Love Sick
by Farihah Zaman
Blue Valentine
Dir. Derek Cianfrance, U.S., The Weinstein Company
“Fall” is the operative verb when it comes to love. Whether one giddily slides into love or agonizingly plummets out of it, the word imparts a sense of unruly momentum that can be alternately liberating and oppressive, a submission to powers beyond our control. Blue Valentine, the Sundance indie recently elevated to cause célèbre after its distributor, the Weinstein Company, successfully challenged a stringent NC-17 rating from the MPAA, fully evokes this “falling.” One can only hope that the ludicrous ratings scandal doesn’t distract from Derek Cianfrance’s haunting work itself, which is powered by a simple yet surprisingly effective narrative gimmick: a couple’s demise is intercut with scenes from the early bloom of their romance, with both stories hurtling towards implosive concurrent climaxes.
The film begins with a few dour days in the life of Dean (Ryan Gosling) and Cindy (Michelle Williams), a working-class married couple living with their daughter in the Pennsylvania suburbs. Their interactions are laced with palpably fried patience and barely concealed hostility, which makes it immediately clear that either they prefer their banter on the bitter side or their marriage is on the rocks. As their relationship begins to decline, Cianfrance reveals how Dean and Cindy met, how he wooed her with grand gestures and a goofy singing voice, and how, despite his limited education, he won over her parents with straightforward sincerity.
Blue Valentine was over a decade in the making—and it’s to the film’s credit, and to that of Williams and Gosling, that it feels weighted with the experience of all those years. The film’s textural disparity telegraphs a slow ruin long before the marriage finally crumbles onscreen: the young Dean and Cindy, so hopeful, so flushed with youthful exuberance, are filmed in nostalgic and saturated 16mm, and their older counterparts, presumably only in their mid thirties, are shot in haggard, grim, and gray digital video. These characters and their initial happiness are so believably realized that there the film ultimately conveys a distinct, authentic sense of loss. Dean and Cindy are rendered individual enough for their romance to have meaning, and yet they are seen experiencing events so cinematically iconographic (a giddy tap dance on an abandoned street) and universally relatable (constant fighting in which the details cease to be relevant) that they could be anybody, once in love but now worn away by each other’s flaws.
As in the reality following the rush of first love, there are small, dogged imperfections in Blue Valentine, which are at first masked by the beauty of its images and sheer emotional heft, but they surface with time. For instance, it might be twice as wrenching to watch a marriage fall apart when denied the distraction of one more villainous party to pin it on—but that balance of fault is lacking here. Dean’s behavior borders on annoyingly clownish and there are references to alcoholism and irresponsibility, but these suggestions remain just that: onscreen, he’s as charming and ambitionless as the man Cindy fell in love with, she just doesn’t love it anymore, and her outright repulsion feels unfair. Even when Dean veers into the realm of legitmately crazy, it feels like he’s earned the right, given the constant rejection and the fact that Cindy has left him a blubbering drunken sad-sack alone on the floor of a cheesy futuristic love motel. More problematically, the narrative structure, which contrasts scenes to slowly intensify its sense of loss, also makes the film feel occasionally disconnected, like a random, discordant collection of vignettes. Individual moments are sometimes left rudderless, floating like little seeds of misery.
Even so, many of Cianfrance’s scenes are genuinely effecting, and the bounce between increasing happiness and despair are emotionally exhausting. As Dean and Cindy’s relationship falls into a spiral of bittersweet memories, their story is a painful reminder that any romance can sour, and any life can easily be wasted. Blue Valentine could have been a fiasco, but Cianfrance’s precision and care with both of his timelines heightens the poignancy of each to the point of excruciation. Don’t see this movie with someone you love.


TASK -> Filter the material below down to the lines containing the word "title".

────────────────

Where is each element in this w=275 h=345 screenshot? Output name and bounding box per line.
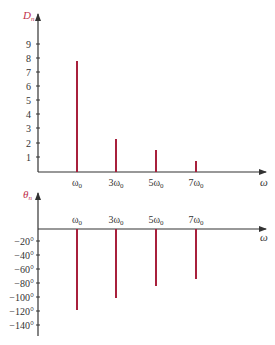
tick-label: 5	[26, 95, 31, 106]
phase-chart: θn ω ω0 3ω0 5ω0 7ω0 −20° −40° −60° −80° …	[9, 188, 268, 336]
bottom-y-ticks: −20° −40° −60° −80° −100° −120° −140°	[9, 236, 40, 331]
cat-label-w0: ω0	[72, 177, 83, 190]
tick-label: 6	[26, 81, 31, 92]
tick-label: 8	[26, 53, 31, 64]
top-x-axis-title: ω	[260, 176, 268, 188]
tick-label: 9	[26, 39, 31, 50]
cat-label-w0: ω0	[72, 214, 83, 227]
tick-label: −100°	[9, 292, 34, 303]
tick-label: −60°	[14, 264, 34, 275]
cat-label-3w0: 3ω0	[108, 214, 124, 227]
figure: Dn ω 9 8 7 6 5 4 3 2 1	[0, 0, 275, 345]
magnitude-chart: Dn ω 9 8 7 6 5 4 3 2 1	[22, 9, 268, 190]
bottom-x-axis-title: ω	[260, 231, 268, 243]
top-bars	[77, 61, 196, 172]
tick-label: 4	[26, 109, 31, 120]
bottom-bars	[77, 229, 196, 310]
tick-label: 7	[26, 67, 31, 78]
tick-label: −80°	[14, 278, 34, 289]
top-y-axis-title: Dn	[22, 9, 35, 23]
tick-label: 3	[26, 123, 31, 134]
cat-label-7w0: 7ω0	[188, 177, 204, 190]
tick-label: 2	[26, 138, 31, 149]
tick-label: −20°	[14, 236, 34, 247]
tick-label: −40°	[14, 250, 34, 261]
cat-label-5w0: 5ω0	[148, 177, 164, 190]
cat-label-5w0: 5ω0	[148, 214, 164, 227]
tick-label: 1	[26, 152, 31, 163]
tick-label: −140°	[9, 320, 34, 331]
bottom-x-labels: ω0 3ω0 5ω0 7ω0	[72, 214, 204, 227]
top-x-labels: ω0 3ω0 5ω0 7ω0	[72, 177, 204, 190]
bottom-y-axis-title: θn	[23, 188, 32, 202]
cat-label-7w0: 7ω0	[188, 214, 204, 227]
tick-label: −120°	[9, 306, 34, 317]
cat-label-3w0: 3ω0	[108, 177, 124, 190]
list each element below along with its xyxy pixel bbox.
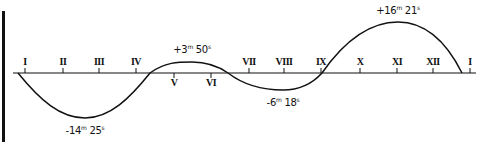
extremum-value-label: +16m 21s <box>376 6 420 16</box>
extremum-value-label: +3m 50s <box>173 45 211 55</box>
month-label: II <box>60 57 67 67</box>
month-label: VI <box>206 78 216 88</box>
month-label: V <box>171 78 178 88</box>
month-label: IX <box>316 57 326 67</box>
month-label: XII <box>426 57 440 67</box>
extremum-value-label: -6m 18s <box>267 98 300 108</box>
month-label: VII <box>242 57 256 67</box>
equation-of-time-curve <box>18 22 462 118</box>
month-label: XI <box>392 57 402 67</box>
month-label: VIII <box>276 57 293 67</box>
month-label: III <box>94 57 104 67</box>
month-label: X <box>357 57 364 67</box>
month-label: IV <box>131 57 141 67</box>
month-label: I <box>23 57 26 67</box>
month-label: I <box>468 57 471 67</box>
equation-of-time-diagram <box>0 0 479 142</box>
extremum-value-label: -14m 25s <box>66 126 105 136</box>
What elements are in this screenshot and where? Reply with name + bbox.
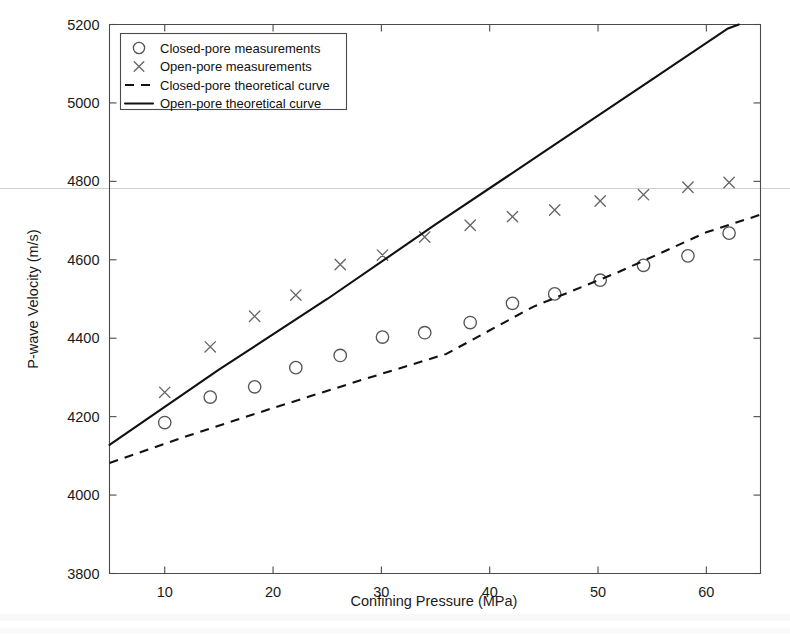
chart-legend: Closed-pore measurementsOpen-pore measur… (121, 34, 347, 112)
data-point-circle (723, 227, 735, 239)
series-markers (160, 177, 735, 397)
x-tick-label: 50 (590, 584, 606, 600)
pwave-velocity-scatter-chart: 38004000420044004600480050005200 1020304… (0, 0, 790, 642)
data-point-circle (159, 416, 171, 428)
data-point-circle (682, 250, 694, 262)
series-markers (159, 227, 736, 429)
legend-item-label: Closed-pore theoretical curve (160, 78, 330, 93)
y-tick-label: 5000 (67, 95, 99, 111)
series-curve (110, 215, 761, 463)
y-tick-label: 5200 (67, 17, 99, 33)
data-point-circle (290, 361, 302, 373)
y-tick-label: 3800 (67, 566, 99, 582)
y-tick-label: 4600 (67, 252, 99, 268)
data-point-circle (464, 316, 476, 328)
x-tick-label: 10 (157, 584, 173, 600)
scan-artifacts (0, 189, 790, 635)
data-point-circle (637, 259, 649, 271)
y-tick-label: 4200 (67, 409, 99, 425)
legend-item-label: Open-pore theoretical curve (160, 96, 321, 111)
data-point-circle (419, 327, 431, 339)
data-point-cross (249, 311, 259, 321)
x-axis-title: Confining Pressure (MPa) (351, 593, 518, 609)
data-point-cross (507, 211, 517, 221)
data-point-cross (724, 177, 734, 187)
y-axis-title: P-wave Velocity (m/s) (25, 229, 41, 368)
data-point-cross (205, 342, 215, 352)
data-point-cross (160, 387, 170, 397)
data-point-cross (638, 189, 648, 199)
legend-item-label: Open-pore measurements (160, 59, 312, 74)
y-tick-label: 4800 (67, 173, 99, 189)
data-point-cross (683, 182, 693, 192)
data-point-circle (376, 331, 388, 343)
data-point-circle (334, 349, 346, 361)
figure-container: 38004000420044004600480050005200 1020304… (0, 0, 790, 642)
data-point-circle (506, 297, 518, 309)
data-point-cross (549, 205, 559, 215)
x-tick-label: 20 (265, 584, 281, 600)
data-point-cross (595, 196, 605, 206)
legend-item-label: Closed-pore measurements (160, 41, 321, 56)
y-tick-label: 4400 (67, 330, 99, 346)
data-point-circle (204, 391, 216, 403)
data-point-circle (548, 288, 560, 300)
data-point-cross (465, 220, 475, 230)
data-point-cross (291, 290, 301, 300)
data-point-cross (335, 259, 345, 269)
y-tick-label: 4000 (67, 487, 99, 503)
data-point-circle (248, 381, 260, 393)
x-tick-label: 60 (698, 584, 714, 600)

────────────────

ANSWER FOR THIS EXERCISE ->
top-x-axis-title: ω	[260, 176, 268, 188]
bottom-x-axis-title: ω	[260, 231, 268, 243]
top-y-axis-title: Dn	[22, 9, 35, 23]
bottom-y-axis-title: θn	[23, 188, 32, 202]
x-axis-title: Confining Pressure (MPa) (351, 593, 518, 609)
y-axis-title: P-wave Velocity (m/s) (25, 229, 41, 368)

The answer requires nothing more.